*** Opening Extracted material ***

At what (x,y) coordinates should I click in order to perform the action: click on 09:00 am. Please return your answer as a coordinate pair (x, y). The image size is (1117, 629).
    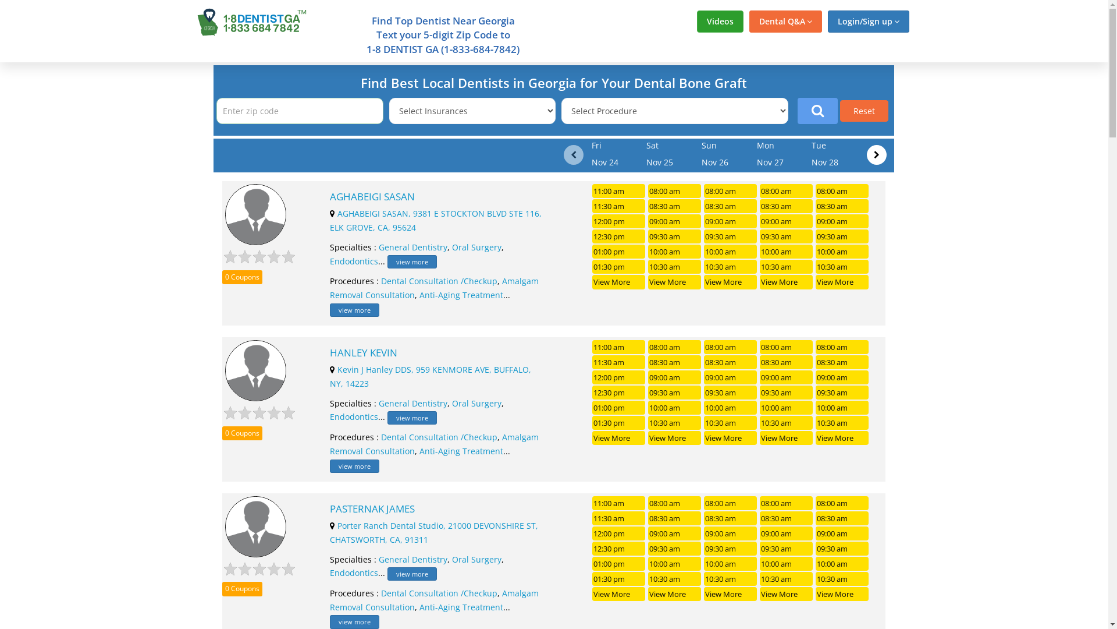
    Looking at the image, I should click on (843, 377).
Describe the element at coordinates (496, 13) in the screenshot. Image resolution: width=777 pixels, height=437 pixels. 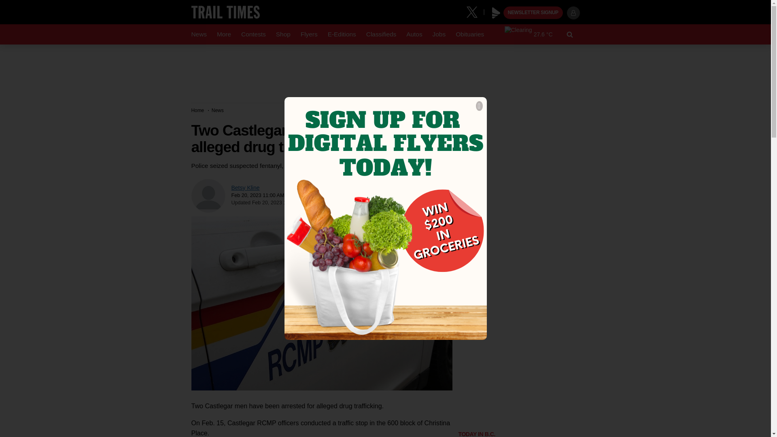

*** Closing Extracted material ***
*** Opening Extracted material ***

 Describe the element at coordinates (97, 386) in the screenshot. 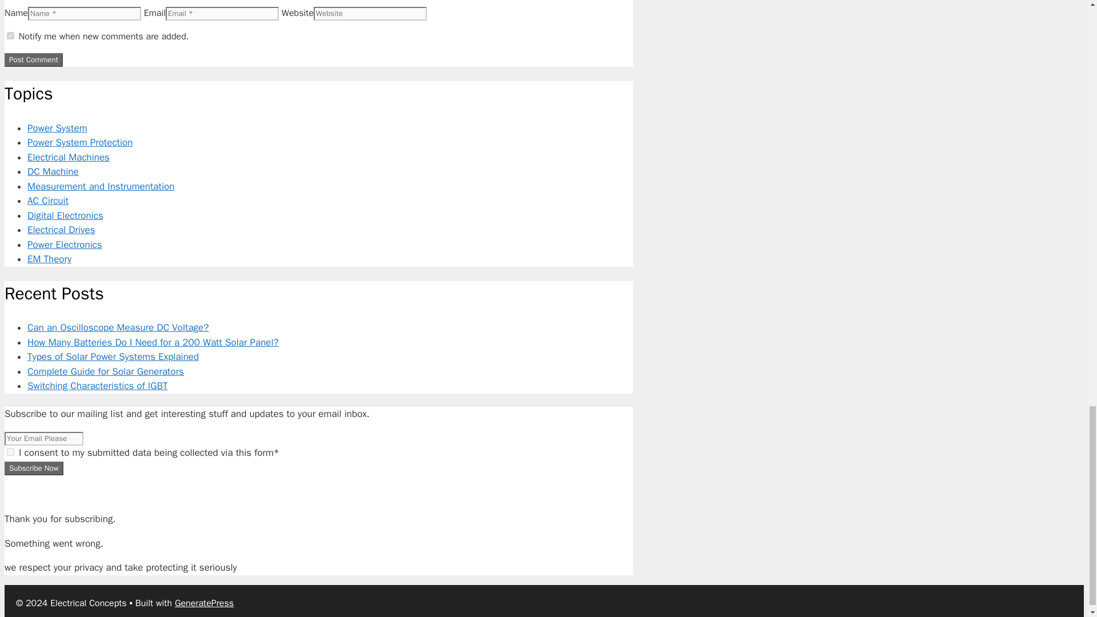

*** Closing Extracted material ***
*** Opening Extracted material ***

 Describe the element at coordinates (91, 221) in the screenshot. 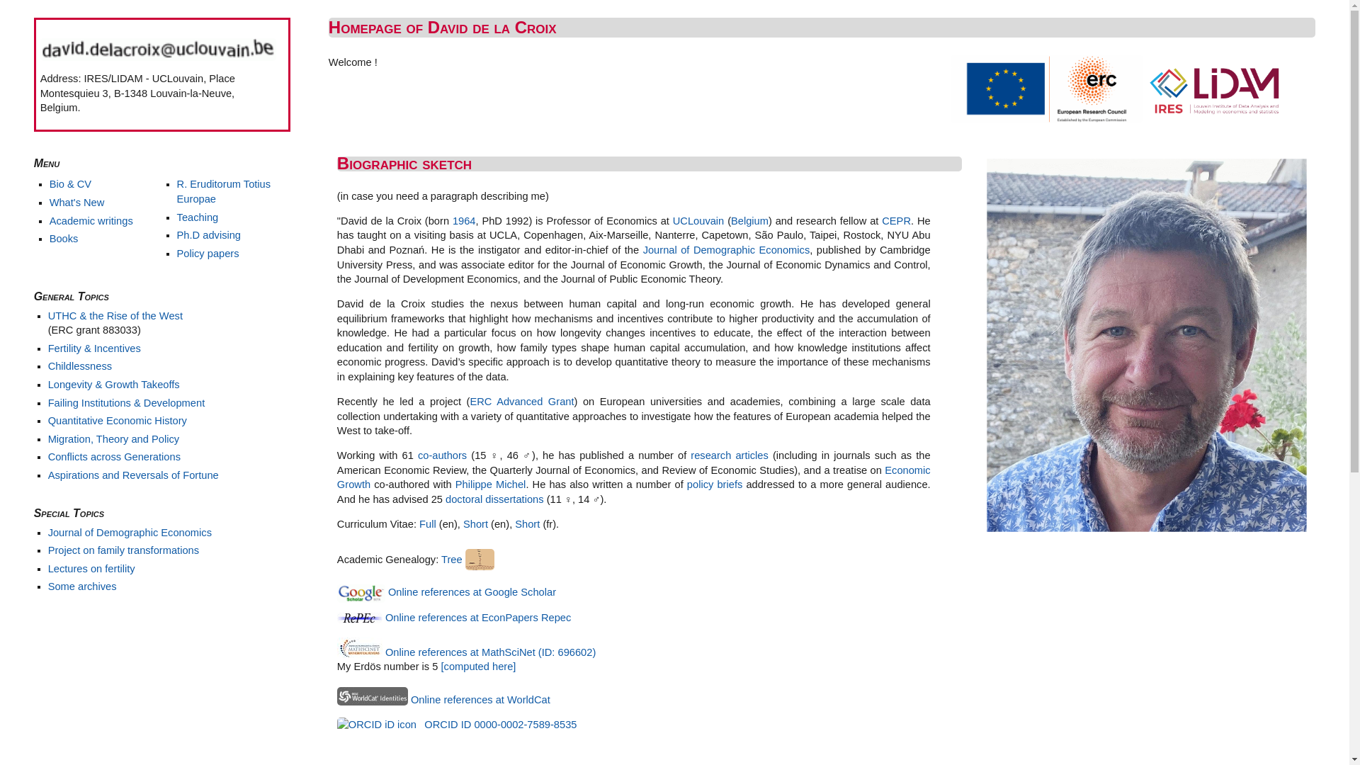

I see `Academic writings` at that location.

*** Closing Extracted material ***

# Activity
Every line above in the stretch from the one with "At what (x,y)" through the one with "Describe the element at coordinates (496, 13)" is to be transcribed exactly, ends included. No picture is copied.

# Solution to this task
At what (x,y) coordinates should I click in order to perform the action: click on 09:00 am. Please return your answer as a coordinate pair (x, y). The image size is (1117, 629).
    Looking at the image, I should click on (843, 377).
Describe the element at coordinates (496, 13) in the screenshot. Image resolution: width=777 pixels, height=437 pixels. 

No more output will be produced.